Temple's only other loss occurred on Nov. 28 when the Owls were one second away from beating Nevada-Las Vegas, now the nation's No. 1 team. That's when the Rebs' Gerald Paddio zapped them from three-point land. "We've been beaten twice by what, by design, is the only way we should lose," says Chaney. "As harsh as I found it, I was extremely proud of our effort. We had four fingers in a five-leak dike."

Chaney has worked wonders at Temple, but not in the way the Philly hoops fraternity thought he would when he was hired away from tiny Cheyney State College (on Cheyney Road in Cheyney, Pa.) in 1982. Here was a black coach who had grown up and played ball in Philadelphia. Would the balance of power in local recruiting tilt drastically toward Temple? Hardly. Its gritty campus at North Broad Street and Montgomery Avenue lies in just the sort of neighborhood an inner-city ballplayer might hope to use his talent to escape. Thus, much of Chaney's talent is imported. His center, 6'11" Ramon Rivas, is from Puerto Rico. Mike Vreeswyk, the designated suburban jump-shooter, is from Morrisville, 30 miles northeast of Philly. Shot-blocking forward Tim Perry found his way to Bill Cosby's alma mater from Freehold (N J.) High, which is Bruce Springsteen's.

Only the Owl guards are homegrown, and they do honor to a Philly tradition that includes the likes of Walt Hazzard and Earl Monroe. Chaney got to Blackwell and Howard Evans early; both were regulars at the coach's summer camp as kids. "Me and Nate, we been there," says Evans. "We know how to win."

"He knows when I'm going to go for a steal," says Black-well, the Owls' best defender as well as their leading scorer (19.5 points per game). "I like to come behind guys and hit the ball up."

"And he knows that I'm going to be there to get it and throw it in front of him so he can score," adds Evans.

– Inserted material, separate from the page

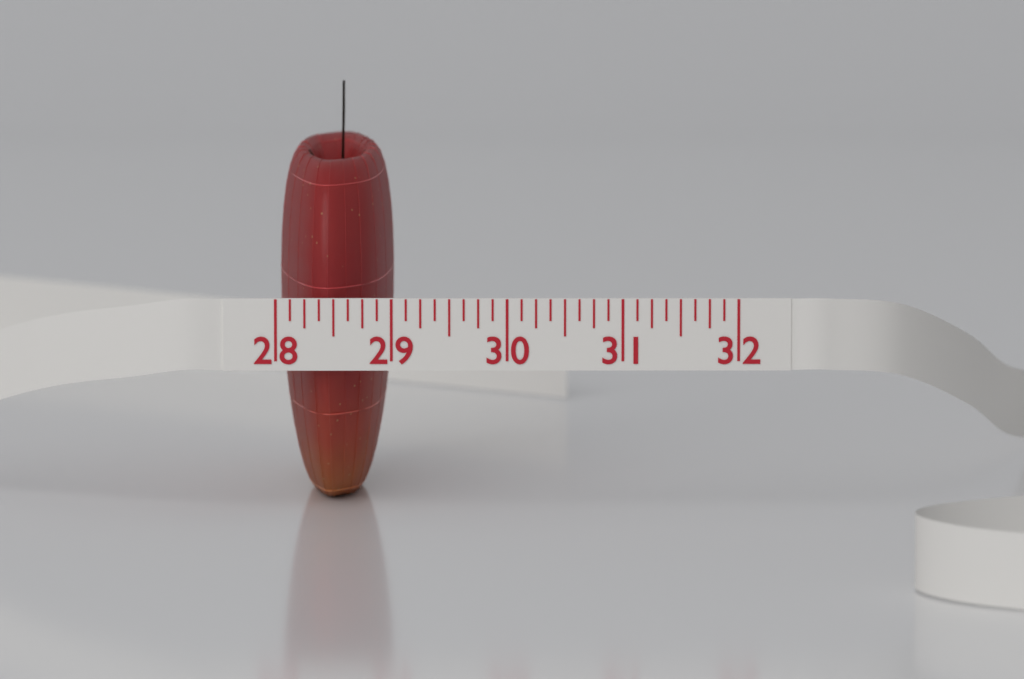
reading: 29.000 (no unit)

Chaney sees a bit of himself in Blackwell: "In Philadelphia it's nothing to find a small street where kids have a little milk crate tied to a telephone pole," says Chaney. "That's where Nate would be playing."

When the Owls trailed La Salle last month by 20 points at halftime, Blackwell poured in 25 second-half points to beat the Explorers 70-66. "I have a love of the game that's unreal," says Blackwell. "I refuse to be bad."

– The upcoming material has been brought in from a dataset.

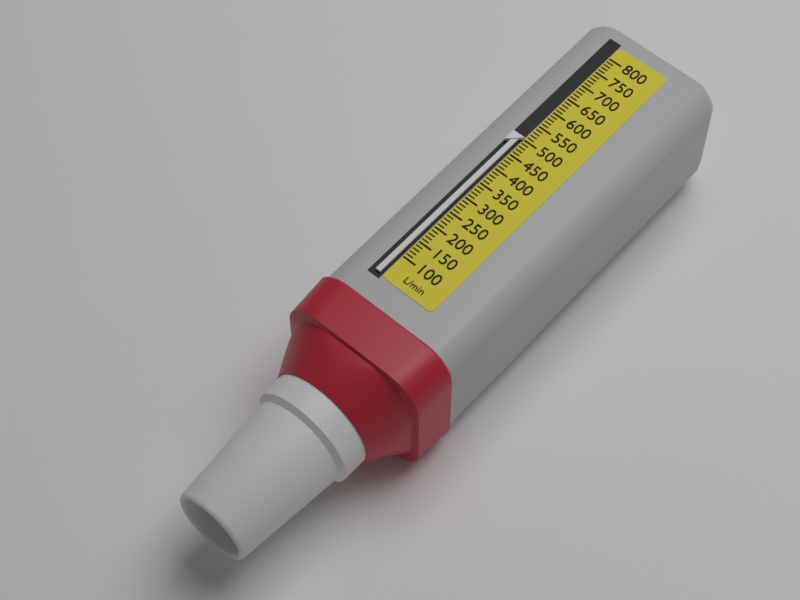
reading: 500 L/min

Chaney insists on keeping things simple, staying with half a dozen set plays on offense, demanding toughness on defense. A rival coach once remarked that there is no point in scouting Temple, because they do the same thing every time.

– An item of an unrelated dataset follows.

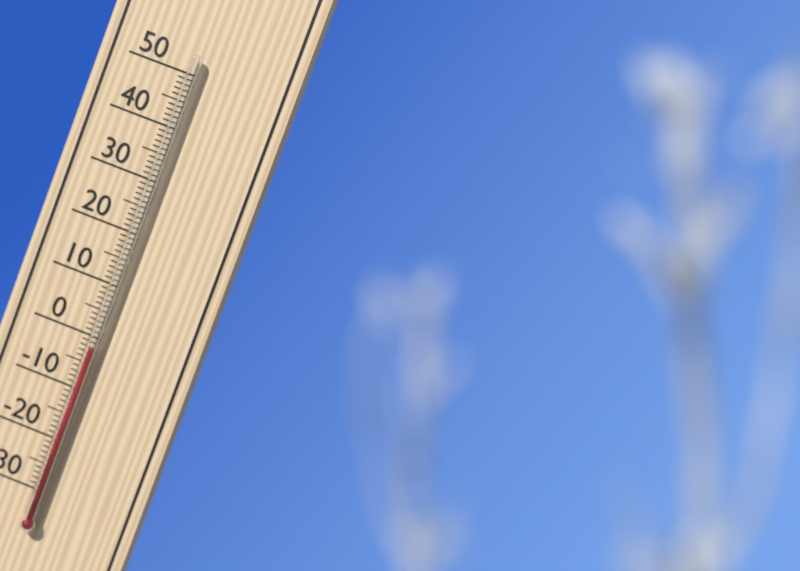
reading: -2 °C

Before Chaney, Temple hadn't won an NCAA tournament game since 1958. His teams have now won three in three years. If the Owls keep rolling at their present rate, they might even sell out McGonigle again.

PHOTO

DAVID E. KLUTHO

The fancy-passing, hot-shooting, high-scoring Blackwell is the most recent addition to a long string of Philadelphia backcourt pearls.